I'd first make sure that the problem is on the RF/Baseband side, not in the MPEG2 stream. For that I'd probably use a random Linux box with DVB (PC with USB dongle, Dreambox, whatever), and manually tune to the channel (via tzap -
https://www.linuxtv.org/wiki/index.php/Zap). If that doesn't work, I'd use a random spectrum analyzer with sufficient sweep/FFT bandwidth to cover the channel bandwidth (i.e. slightly more than what an RTL-SDR can do, though you could sweep there as well) without fancy decoding, and just see if the rough spectrum shape looks like a DVB-T channel. If that's the case (and you still can't lock to it), I'd triple-check the modulation parameters. Only if that still doesn't yield anything I'd dive into the baseband domain. You can do this with gnuradio (
https://github.com/gnuradio/gnuradio/tree/master/gr-dtv is a working DVB-T receiver that you could hack to give you the intermediate data to verify).
If locking works, but the TV "doesn't show the channel", I'd use dvbsnoop (
http://dvbsnoop.sourceforge.net/) to verify the PAT, PMT, SDT, and maybe record the PES-PIDs and check if it successfully plays back on a PC using VLC, maybe use a commercial MPEG2-TS checker (some of them are really good, and some have demo versions).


Exercise goal:
The data below must be repeated exactly. Leave nothing out.

Excerpts from a dataset:
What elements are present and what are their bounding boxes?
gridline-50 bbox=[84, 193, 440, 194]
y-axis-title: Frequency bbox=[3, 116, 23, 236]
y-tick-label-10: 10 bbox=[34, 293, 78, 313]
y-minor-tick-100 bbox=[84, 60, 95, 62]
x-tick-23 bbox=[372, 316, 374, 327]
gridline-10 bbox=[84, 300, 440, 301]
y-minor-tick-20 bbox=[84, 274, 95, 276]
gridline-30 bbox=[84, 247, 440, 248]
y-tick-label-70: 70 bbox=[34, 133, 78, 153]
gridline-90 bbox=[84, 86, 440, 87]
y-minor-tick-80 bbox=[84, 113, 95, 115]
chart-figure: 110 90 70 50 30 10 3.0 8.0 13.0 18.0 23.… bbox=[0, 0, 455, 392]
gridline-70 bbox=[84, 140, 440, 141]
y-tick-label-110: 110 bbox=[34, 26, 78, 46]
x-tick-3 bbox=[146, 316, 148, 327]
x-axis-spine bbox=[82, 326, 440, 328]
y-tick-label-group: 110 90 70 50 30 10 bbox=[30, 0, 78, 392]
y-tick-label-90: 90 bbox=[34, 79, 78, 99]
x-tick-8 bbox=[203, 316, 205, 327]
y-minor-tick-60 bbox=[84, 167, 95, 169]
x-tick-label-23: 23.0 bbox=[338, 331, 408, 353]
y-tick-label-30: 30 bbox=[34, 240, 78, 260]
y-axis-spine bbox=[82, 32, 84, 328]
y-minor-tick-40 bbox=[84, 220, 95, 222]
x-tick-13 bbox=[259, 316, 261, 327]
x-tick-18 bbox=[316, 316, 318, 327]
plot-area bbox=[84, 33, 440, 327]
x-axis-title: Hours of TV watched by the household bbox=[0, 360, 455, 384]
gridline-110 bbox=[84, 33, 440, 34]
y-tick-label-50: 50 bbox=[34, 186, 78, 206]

Solution:
What elements are present and what are their bounding boxes?
gridline-50 bbox=[84, 193, 440, 194]
y-axis-title: Frequency bbox=[3, 116, 23, 236]
y-tick-label-10: 10 bbox=[34, 293, 78, 313]
y-minor-tick-100 bbox=[84, 60, 95, 62]
x-tick-23 bbox=[372, 316, 374, 327]
gridline-10 bbox=[84, 300, 440, 301]
y-minor-tick-20 bbox=[84, 274, 95, 276]
gridline-30 bbox=[84, 247, 440, 248]
y-tick-label-70: 70 bbox=[34, 133, 78, 153]
gridline-90 bbox=[84, 86, 440, 87]
y-minor-tick-80 bbox=[84, 113, 95, 115]
chart-figure: 110 90 70 50 30 10 3.0 8.0 13.0 18.0 23.… bbox=[0, 0, 455, 392]
gridline-70 bbox=[84, 140, 440, 141]
y-tick-label-110: 110 bbox=[34, 26, 78, 46]
x-tick-3 bbox=[146, 316, 148, 327]
x-axis-spine bbox=[82, 326, 440, 328]
y-tick-label-group: 110 90 70 50 30 10 bbox=[30, 0, 78, 392]
y-tick-label-90: 90 bbox=[34, 79, 78, 99]
x-tick-8 bbox=[203, 316, 205, 327]
y-minor-tick-60 bbox=[84, 167, 95, 169]
x-tick-label-23: 23.0 bbox=[338, 331, 408, 353]
y-tick-label-30: 30 bbox=[34, 240, 78, 260]
y-axis-spine bbox=[82, 32, 84, 328]
y-minor-tick-40 bbox=[84, 220, 95, 222]
x-tick-13 bbox=[259, 316, 261, 327]
x-tick-18 bbox=[316, 316, 318, 327]
plot-area bbox=[84, 33, 440, 327]
x-axis-title: Hours of TV watched by the household bbox=[0, 360, 455, 384]
gridline-110 bbox=[84, 33, 440, 34]
y-tick-label-50: 50 bbox=[34, 186, 78, 206]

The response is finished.